What the instruction manual doesn't tell you is what the story actually is. This is a sore point for someone like me with a writer's brain. It's all about which buttons to push, etc. It doesn't matter, I like the pretty colors, and hope that the introduction will give me something. It does. Nick Fury, the real one, not the Ultimate version or Samuel J. Jackson, shows up and apparently, we, the four player characters have to find him on the SHIELD Helicarrier which is under attack by what look like Ultrons.

The funny thing is, while Fury is not Ultimate, the player characters are - Captain America, Spider-Man, Wolverine and Thor. Interesting. You get to pick one, and the others are dragged along, until they die, or you switch out to one of them. It's a lot of smash and guess until then. Wolverine and Thor seem the easiest to play, but in over an hour of play, I was never able to either clear the Helicarrier or find Fury. I will need help with this one. And I found the whole concept of collecting coins, like in Mario Bros., completely hilarious.

When I was tired of Ultimate Alliance I tried Marvel Super Hero Squad: The Infinity Gauntlet. Despite the subtitle which refers to the Jim Starlin Thanos vs. the Marvel Universe comics, this is actually a simpler kids version of the Marvel heroes - based on the hysterical cartoon for kids of all ages, and the strange (strange because I can't imagine the Punisher or Wolverine ever smiling) action figure line. I thought this would be a better choice. It's cartoony vs. realistic graphics, but it still looked great.

While it has the fun voices and the wink-wink humor of the cartoon, the controller continues to irritate me, and it's just not as easy as my buddy Ray has claimed. I seem to remember him saying this took him, like twenty minutes to finish. I think I spent twenty minutes trying to decipher the instructions.

The best part for me was not playing, and letting the characters on screen hold conversations. Come on now, you can't tell me it's not funny when Iron Man says to the Hulk, "You're very green, you know that?" or when Hulk counters with "This ship ugly!" For that alone, this game rocks. I didn't get far, but at least with this one, I kinda understood what was going on.

Friday, May 27, 2011

The Non-Gamer

The non-gamer - that's me. I'm old, horribly horribly old, almost fifty. Gosh, it hurts to even type that. Like I said, I'm old, and I'm not a gamer, at least not by today's standards. So if I'm not a gamer, why am I writing this blog? Good question.

My background in videogames is being around for the birth of Atari, specifically Pong. Yeah, you remember Pong, and if you don't, you probably saw pictures of it painted in animal blood on cave walls. Pong was the first of the Atari 2600 videogames, and the shot heard round the world that triggered an electronic revolution in the world of games and hobbies.

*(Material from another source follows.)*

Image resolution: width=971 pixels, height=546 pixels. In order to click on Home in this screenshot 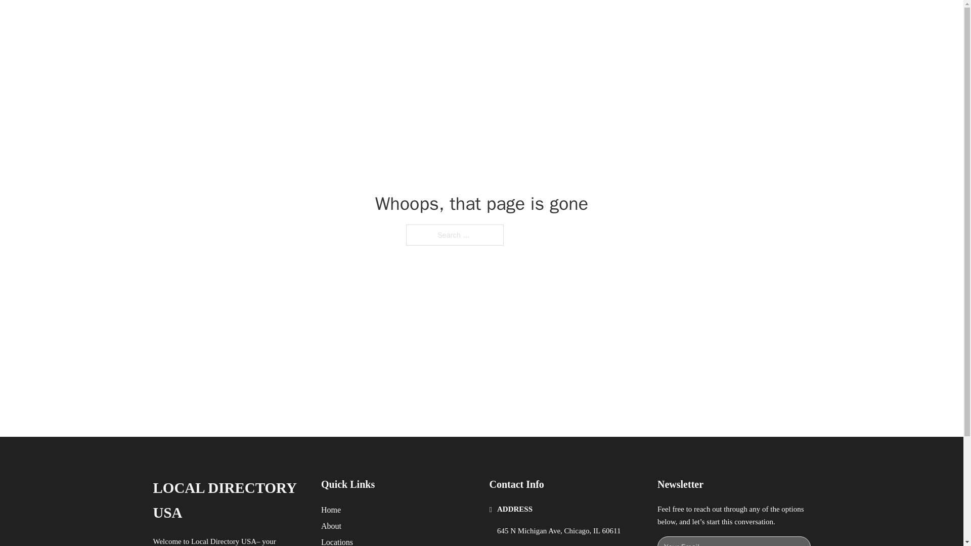, I will do `click(331, 510)`.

Pong was followed by fun stuff like Space Invaders and later personal favorites Starmaster, Adventure, and Yar's Revenge and even Donkey Kong. That last one was a keeper. It triggered the jump to the next generation of videogame, and also the point where I got lost. I had an Atari 2600, but I didn't get a Nintendo system until 1998, way beyond when it was cool or even cutting edge - and even then it wasn't my idea to get the system. I was dragged kicking and screaming into the videogame age.

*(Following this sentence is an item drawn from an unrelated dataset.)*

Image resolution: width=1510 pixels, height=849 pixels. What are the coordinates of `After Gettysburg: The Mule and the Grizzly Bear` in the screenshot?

A Super Nintendo system followed later, but only so I could play geek favorites of mine - Justice League Task Force and Super Godzilla, notably the only two games ever purchased for the system. Up until a few weeks ago, that was as cutting edge as I got. Then the PS3 came into the house.

This was a surprise, but apparently something The Bride had been thinking about for a while. I had initially asked for a Roku or a Blu-Ray player for Christmas but Santa was not accommodating. The Bride thought a PS3 would service both functions and have games so she got one. And here we are.

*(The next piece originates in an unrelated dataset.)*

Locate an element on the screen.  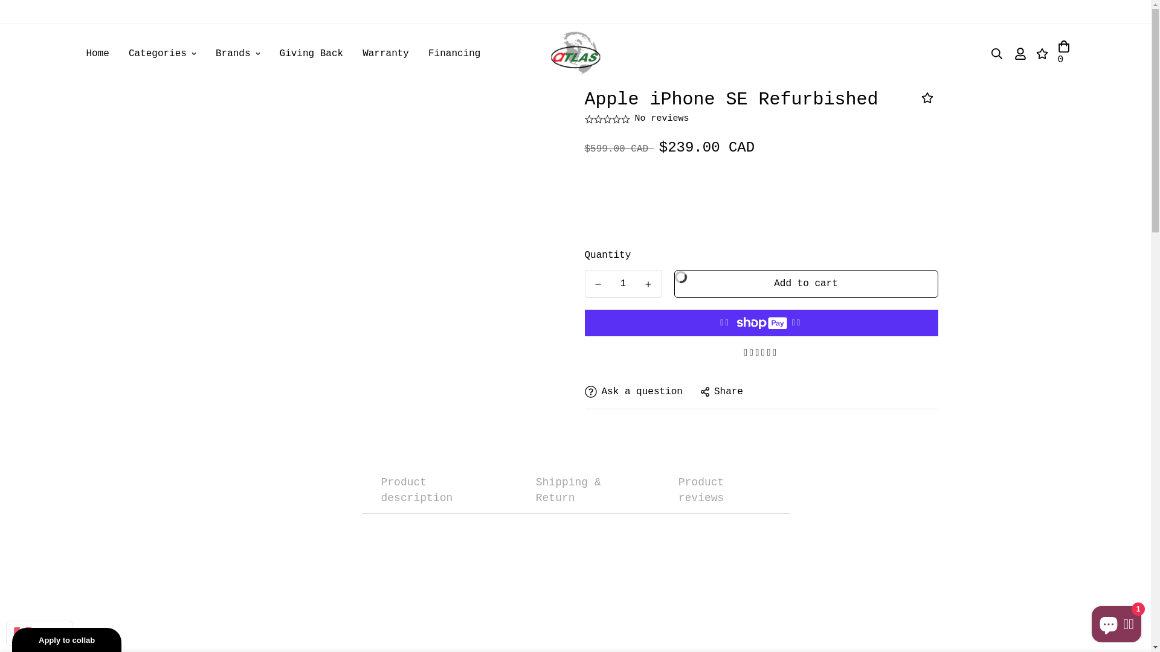
Share is located at coordinates (722, 391).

There's an old joke that the only thing that separates a full-time freelance writer from an unemployed bum is a videogame system. To keep that balance from claiming me, I'm starting this blog, recording my impressions as a decisive non-gamer into the gaming world of PlayStation. I'll try not to be too stupid or naïve, and maybe we'll all learn something. Welcome to my nightmare.